First, it will calculate pip or tick value based on the instrument's actual contract specification — not assume a universal $10-per-pip default. For XAUUSD it uses the 100 oz/lot model. For NQ it uses the $5/tick model. For crypto it uses the broker-defined contract size.
Second, it will let you log trades from any instrument in the same interface without switching between different sheets or tools. Your Gold trades, your NQ scalps, your EURUSD swing trades, and your BTC positions all live in one place with correct P&L on each.
Third, it will aggregate performance across instruments so you can answer the question that actually matters: which instrument am I most profitable on, and am I trading it enough?
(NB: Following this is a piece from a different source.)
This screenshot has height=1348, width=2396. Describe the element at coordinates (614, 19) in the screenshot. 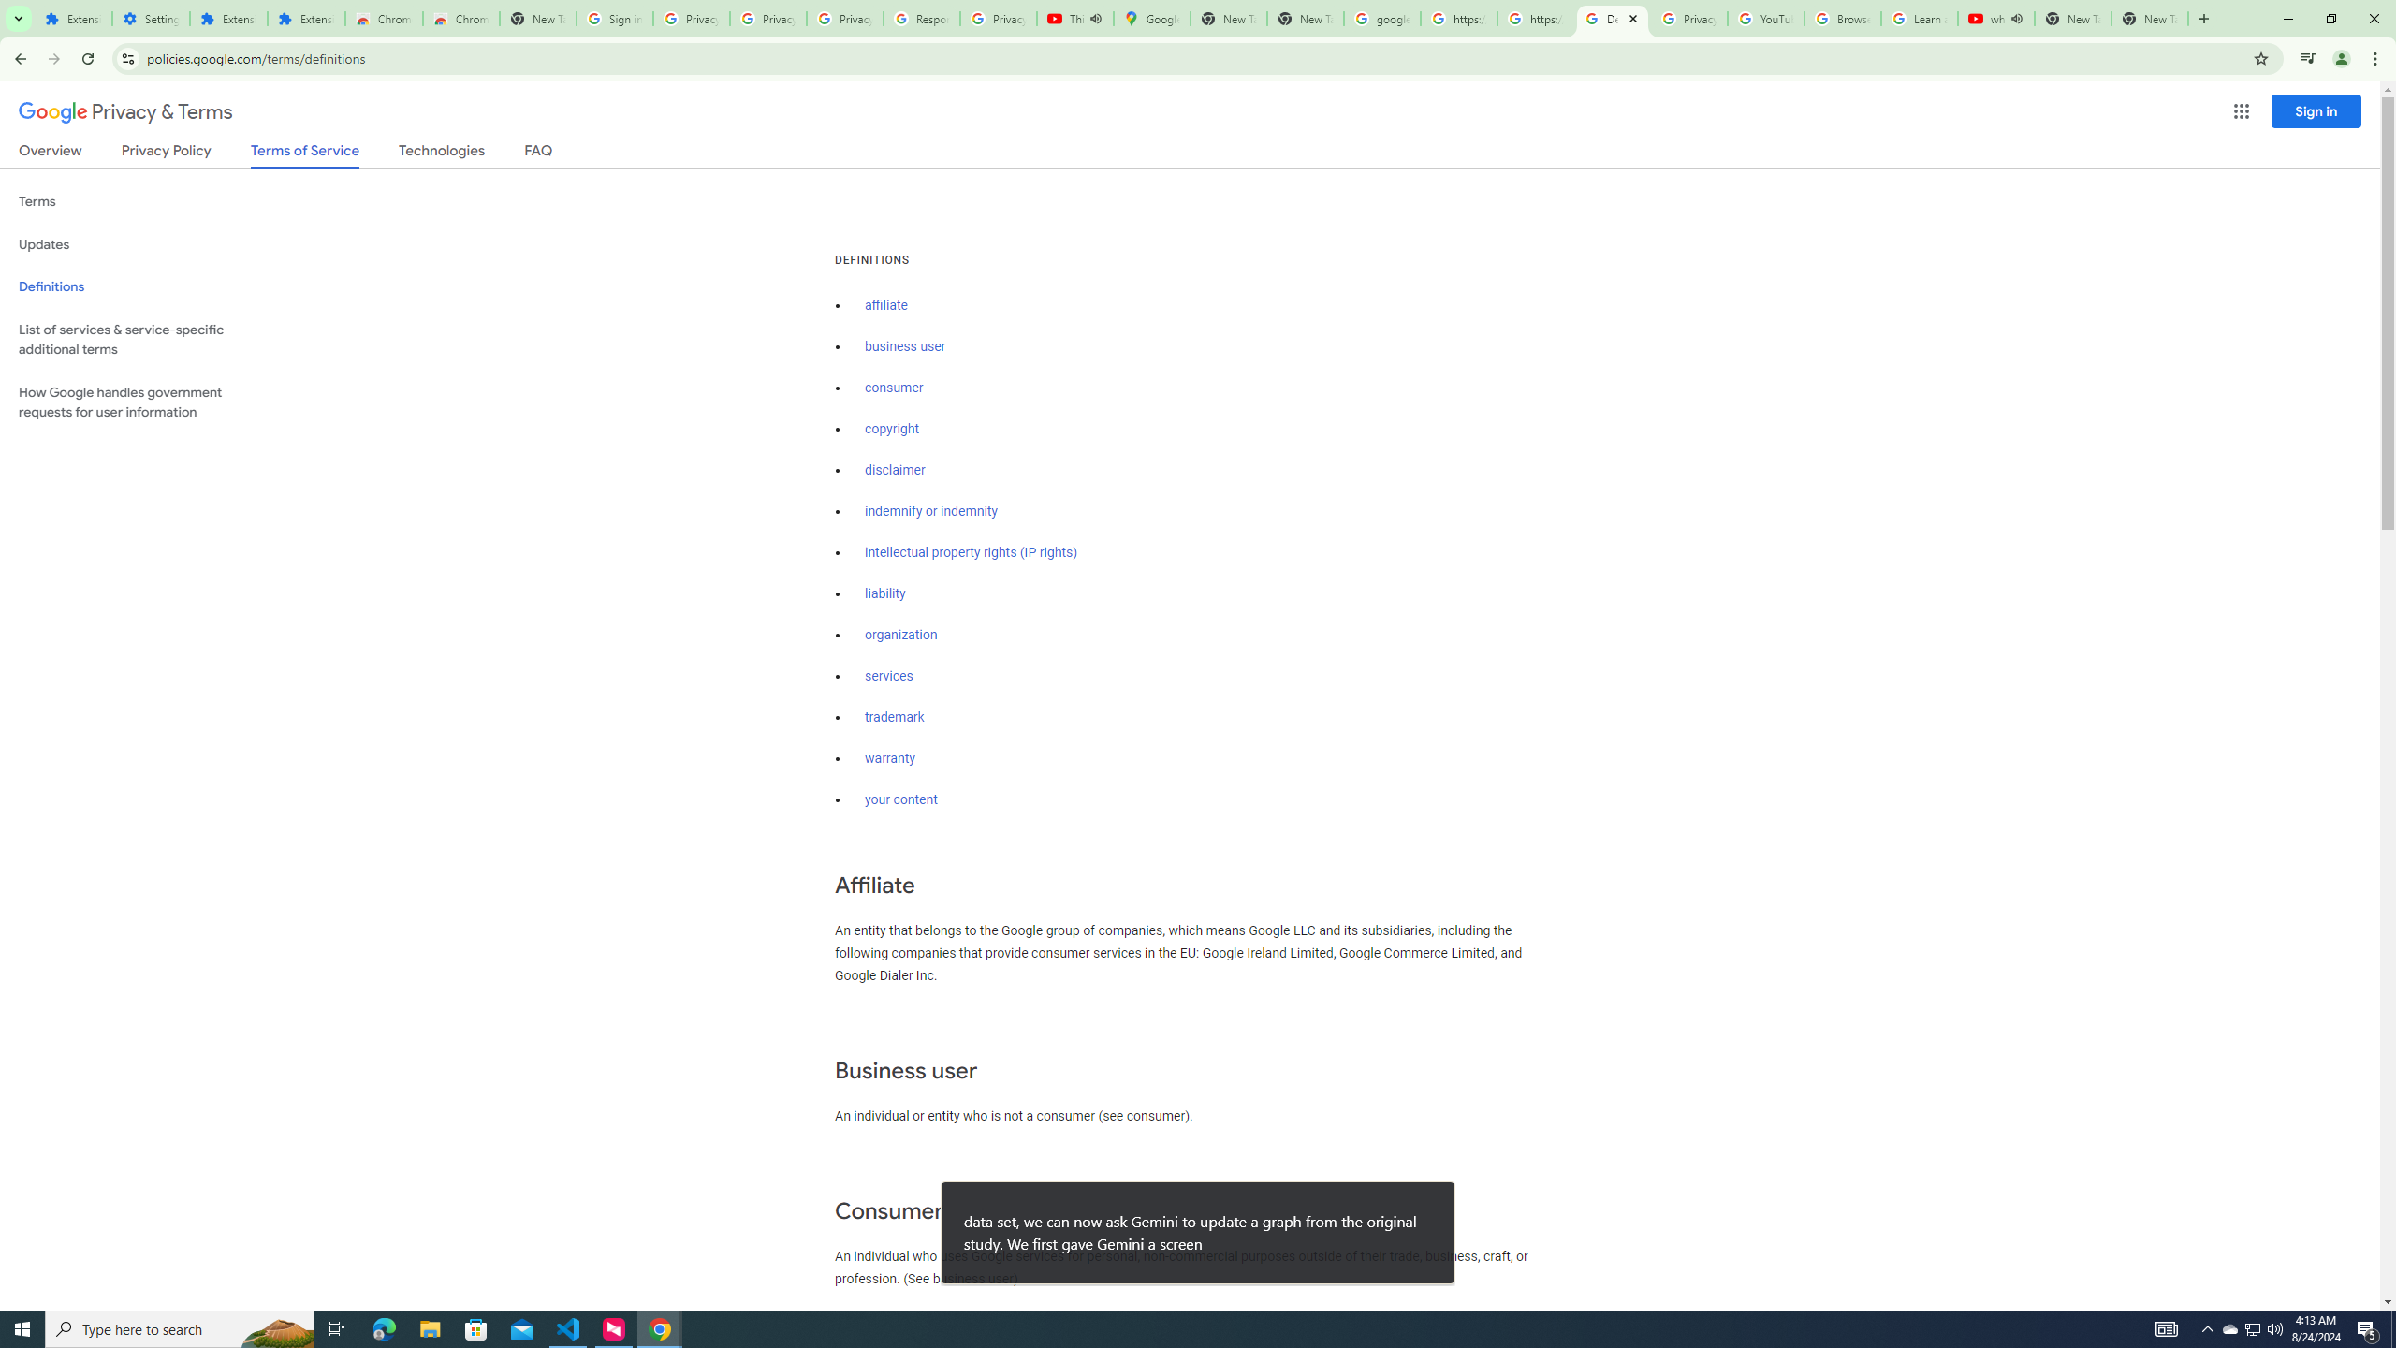

I see `Sign in - Google Accounts` at that location.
Most multi-instrument traders discover that 80% of their real edge comes from one or two instruments and the rest is noise. You cannot see that pattern without a unified journal with correct math on each instrument.
The traders who improve fastest are not the ones who trade the most — they are the ones who review the most accurate data.
Getting Started Without Starting Over
If you have an existing trade log in a spreadsheet or another journal, the switch to correct pip math does not require re-entering every historical trade. Start fresh from today with correct calculations. Historical data with wrong math is not useful anyway — the patterns it shows you are built on errors. Clean data from today forward is worth infinitely more than a large dataset of incorrect numbers.
TradeJournal handles XAUUSD, all major forex pairs, BTCUSD, ETHUSD, XRPUSD, and futures CFDs (NQ, ES, YM equivalents) with the correct contract size for each. MT5 imports are parsed instrument-aware — if your broker export says XAUUSD, the journal knows it is a 100 oz/lot instrument and calculates accordingly. You do not need to configure anything manually.
If you are currently trading multiple instruments and your journal treats them all the same, you are not reviewing your trading — you are reviewing a distorted reflection of it.